Designer: Dorothy May "Sister" Parish, 1910 - 1994
From: Morristown, New Jersey
The mother of American country style, Sister Parish was a decorator and socialite who combined classic European furniture with a homey, comfortable feel, so that spaces had continuity and character. A lover of trimmings and chintz, her spaces had personality, yet many of her rooms are quite timeless.
Facts:
• She started her interior decorating business four years after her stockbroker father and husband lost fortunes in 1929.
• She was cousins with another influential decorator, Dorothy Draper.
• She hired Albert Hadley in 1962, forming Parish-Hadley Associates.
• She decorated the Kennedy White House, as well as homes for the Astors, Whitneys, Rockefellers, and Gettys.
• She would push a tea cart around a client's home, filling it up with things she deemed unnecessary, before beginning.
Quote: Some think a decorator should change a house. I try to give permanence to a house, to bring out the experiences, the memories, the feelings that make it a home.
Known for: Chintz, heirloom hand-me-downs, quilts, baskets
Representative Rooms Shown Above: (left to right)
1) Yellow Oval Room, 1960, via Wikimedia Commons
2) Sister Parish and her dogs, via Architectural Digest
3) Sister's New York living room, via Sister Parish Design
4) Sister's Maine living room, via Architectural Digest
5) Parish-Hadley project, 1970s, via Veranda/John About Town
Parish On the Web:
• Wikipedia
• Architectural Digest
• Sister Parish Design
• The New York Times
(Images: as credited above)






White Enamel Flatwa...
I was looking at the picture from the 1970's...I tell you...it looks like a home of today. She was very ahead of the curve!
She had a good eye for rugs. And for the flow of a room.
Wendy, I was thinking that the third room looked very current.
She had a love of the arm chair.
I'll bet most of us didn't expect to see the black (or very dark blue or brown) walls she used in her own living room as she is most identified with brighter colors. Despite the surprise, I think the room looks contemporary and livable...homey in the way she most aspired to achieve for others. I imagine she could only do it for herself, since in her time homeowners would have strenuously objected to walls that dark, just think what they missed.
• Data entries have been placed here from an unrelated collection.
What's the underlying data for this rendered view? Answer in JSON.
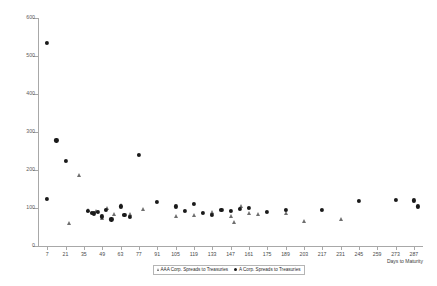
{
  "chart_data": {
    "type": "scatter",
    "title": "",
    "xlabel": "Days to Maturity",
    "ylabel": "",
    "xlim": [
      0,
      294
    ],
    "ylim": [
      0,
      600
    ],
    "grid": false,
    "legend_position": "bottom",
    "xticks": [
      7,
      21,
      35,
      49,
      63,
      77,
      91,
      105,
      119,
      133,
      147,
      161,
      175,
      189,
      203,
      217,
      231,
      245,
      259,
      273,
      287
    ],
    "yticks": [
      0,
      100,
      200,
      300,
      400,
      500,
      600
    ],
    "series": [
      {
        "name": "AAA Corp. Spreads to Treasuries",
        "marker": "triangle",
        "color": "#6f6f6f",
        "points": [
          [
            24,
            60
          ],
          [
            31,
            188
          ],
          [
            38,
            96
          ],
          [
            44,
            92
          ],
          [
            49,
            75
          ],
          [
            53,
            100
          ],
          [
            58,
            84
          ],
          [
            63,
            108
          ],
          [
            70,
            85
          ],
          [
            80,
            98
          ],
          [
            105,
            80
          ],
          [
            119,
            82
          ],
          [
            133,
            90
          ],
          [
            147,
            78
          ],
          [
            150,
            64
          ],
          [
            155,
            104
          ],
          [
            161,
            86
          ],
          [
            168,
            84
          ],
          [
            189,
            86
          ],
          [
            203,
            66
          ],
          [
            231,
            72
          ]
        ]
      },
      {
        "name": "A Corp. Spreads to Treasuries",
        "marker": "circle",
        "color": "#1a1a1a",
        "points": [
          [
            7,
            534
          ],
          [
            7,
            124
          ],
          [
            14,
            278
          ],
          [
            21,
            224
          ],
          [
            38,
            92
          ],
          [
            41,
            88
          ],
          [
            43,
            86
          ],
          [
            46,
            90
          ],
          [
            49,
            78
          ],
          [
            52,
            96
          ],
          [
            56,
            70
          ],
          [
            63,
            104
          ],
          [
            66,
            82
          ],
          [
            70,
            76
          ],
          [
            77,
            240
          ],
          [
            91,
            116
          ],
          [
            105,
            104
          ],
          [
            112,
            92
          ],
          [
            119,
            110
          ],
          [
            126,
            88
          ],
          [
            133,
            82
          ],
          [
            140,
            96
          ],
          [
            147,
            92
          ],
          [
            154,
            98
          ],
          [
            161,
            100
          ],
          [
            175,
            90
          ],
          [
            189,
            96
          ],
          [
            217,
            94
          ],
          [
            245,
            118
          ],
          [
            273,
            122
          ],
          [
            287,
            120
          ],
          [
            290,
            104
          ]
        ]
      }
    ]
  }
}
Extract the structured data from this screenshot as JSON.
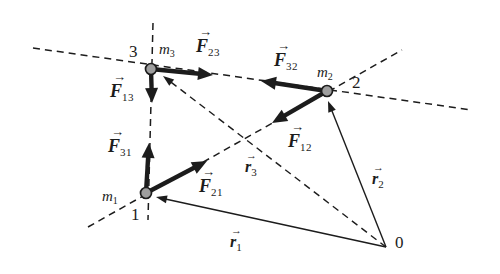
{
  "colors": {
    "background": "#ffffff",
    "ink": "#1c1c1c",
    "mass_fill": "#9e9e9e"
  },
  "canvas": {
    "width": 500,
    "height": 274
  },
  "vector_arrow_glyph": "→",
  "masses": [
    {
      "id": "m3",
      "x": 151,
      "y": 69,
      "r": 5.5,
      "mass_label": {
        "main": "m",
        "sub": "3",
        "x": 159,
        "y": 42
      },
      "number_label": {
        "text": "3",
        "x": 129,
        "y": 43
      }
    },
    {
      "id": "m2",
      "x": 327,
      "y": 91,
      "r": 5.5,
      "mass_label": {
        "main": "m",
        "sub": "2",
        "x": 317,
        "y": 65
      },
      "number_label": {
        "text": "2",
        "x": 352,
        "y": 74
      }
    },
    {
      "id": "m1",
      "x": 146,
      "y": 193,
      "r": 5.5,
      "mass_label": {
        "main": "m",
        "sub": "1",
        "x": 102,
        "y": 189
      },
      "number_label": {
        "text": "1",
        "x": 131,
        "y": 206
      }
    }
  ],
  "origin": {
    "x": 386,
    "y": 247,
    "label": {
      "text": "0",
      "x": 395,
      "y": 234
    }
  },
  "construction_lines": [
    {
      "name": "line-through-3-2",
      "x1": 33,
      "y1": 48,
      "x2": 472,
      "y2": 110
    },
    {
      "name": "line-through-1-3",
      "x1": 153,
      "y1": 23,
      "x2": 148,
      "y2": 220
    },
    {
      "name": "line-through-1-2",
      "x1": 88,
      "y1": 227,
      "x2": 402,
      "y2": 50
    }
  ],
  "forces": [
    {
      "name": "F23",
      "main": "F",
      "sub": "23",
      "x1": 151,
      "y1": 69,
      "x2": 213,
      "y2": 75,
      "label": {
        "x": 196,
        "y": 28
      }
    },
    {
      "name": "F32",
      "main": "F",
      "sub": "32",
      "x1": 327,
      "y1": 91,
      "x2": 261,
      "y2": 81,
      "label": {
        "x": 274,
        "y": 42
      }
    },
    {
      "name": "F13",
      "main": "F",
      "sub": "13",
      "x1": 151,
      "y1": 69,
      "x2": 152,
      "y2": 103,
      "label": {
        "x": 110,
        "y": 73
      }
    },
    {
      "name": "F31",
      "main": "F",
      "sub": "31",
      "x1": 146,
      "y1": 193,
      "x2": 149,
      "y2": 143,
      "label": {
        "x": 108,
        "y": 128
      }
    },
    {
      "name": "F21",
      "main": "F",
      "sub": "21",
      "x1": 146,
      "y1": 193,
      "x2": 207,
      "y2": 161,
      "label": {
        "x": 199,
        "y": 168
      }
    },
    {
      "name": "F12",
      "main": "F",
      "sub": "12",
      "x1": 327,
      "y1": 91,
      "x2": 272,
      "y2": 123,
      "label": {
        "x": 288,
        "y": 123
      }
    }
  ],
  "position_vectors": [
    {
      "name": "r1",
      "main": "r",
      "sub": "1",
      "x1": 386,
      "y1": 247,
      "x2": 156,
      "y2": 197,
      "dashed": false,
      "label": {
        "x": 230,
        "y": 226
      }
    },
    {
      "name": "r2",
      "main": "r",
      "sub": "2",
      "x1": 386,
      "y1": 247,
      "x2": 328,
      "y2": 101,
      "dashed": false,
      "label": {
        "x": 372,
        "y": 163
      }
    },
    {
      "name": "r3",
      "main": "r",
      "sub": "3",
      "x1": 386,
      "y1": 247,
      "x2": 163,
      "y2": 76,
      "dashed": true,
      "label": {
        "x": 245,
        "y": 151
      }
    }
  ]
}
The Vendome Press has just re-issued a new edition of a long out-of-print biography of Sister Parish called "Sister Parish: The Life of the Legendary American Interior Designer," written by Apple Parish Bartlett (Sister's daughter) and Susan Bartlett Crater (Sister's granddaughter). The book offers a fantastic overview of Sister's life and includes Sister's own recollections along with those of other designers and Sister's clients. Bunny Williams wrote an appreciation which appears in the front of the book.